Of this increased security, one of the most unfailing effects is a great increase both of production and of accumulation. Industry and frugality cannot exist, where there is not a preponderant probability that those who labour and spare will be permitted to enjoy. And the nearer this probability approaches to certainty, the more do industry and frugality become per vading qualities in a people. Experi ence has shown that a large proportion of the results of labour and abstinence may be taken away by fixed taxation, without impairing, and sometimes even with the effect of stimulating, the qualities from which a great production and an abundant capital take their rise. But those qualities are not proof against a high degree of uncertainty. The government may carry off a part; but there must be assurance that it will not interfere, nor suffer any one to interfere, with the re mainder.

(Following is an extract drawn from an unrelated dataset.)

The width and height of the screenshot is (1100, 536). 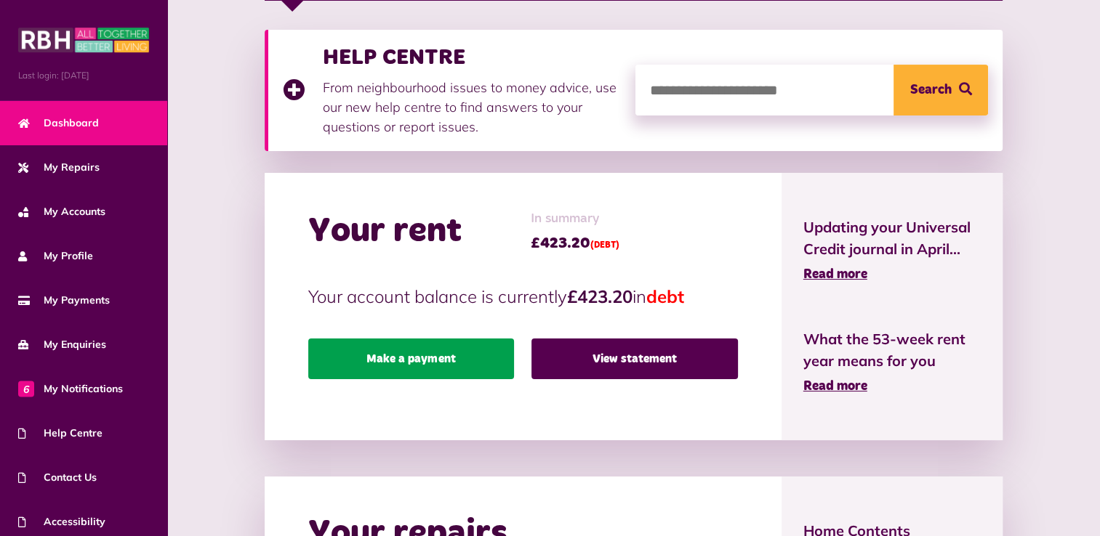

Another change which has always hitherto characterized, and will assuredly continue to characterize, the progress of civilized society, is a continual increase of the security of person and property. The people of every country in Europe, the most backward as well as the most advanced, are, in each generation, better protected against the violence and rapacity of One of the changes which most inone another both by a more efficient | fallibly attend the progress of modern

society, is an improvement in the busi- | ness capacities of the general mass of mankind. I do not mean that the practical sagacity of an individual human being is greater than formerly. I am inclined to believe that economical progress has hitherto had even a contrary effect. A person of good natural endowments, in a rude state of society, can do a greater number of things tolerably well, has a greater power of adapting means to ends, is more capable of extricating himself and others from an unforeseen embarrassment, than ninety-nine in a hundred of those who have known only what is called the civilized form of life. How far these points of inferiority of faculties are compensated, and by what means they might be compensated still more completely, to the civilized man as an individual being, is a question belonging to a different inquiry from the present. But to civilized human beings collectively considered, the compensation is ample. What is lost in the separate efficiency of each, is far more than made up by the greater capacity of united action. In proportion as they put off the qualities of the savage, they become amenable to discipline; capable of adhering to plans concerted beforehand, and about which they may not have been consulted; of subordinating their individual caprice to a preconceived determination, and performing severally the parts allotted to them in a combined undertaking. Works of all sorts, impracticable to the savage or the half-civilized, are daily accomplished by civilized nations, not by any greatness of faculties in the actual agents, but through the fact that each is able to rely with certainty on the others for the portion of the work which they respectively undertake. The peculiar characteristic, in short, of civilized beings, is the capacity of cooperation; and this, like other faculties, tends to improve by practice, and becomes capable of assuming a constantly wider sphere of action.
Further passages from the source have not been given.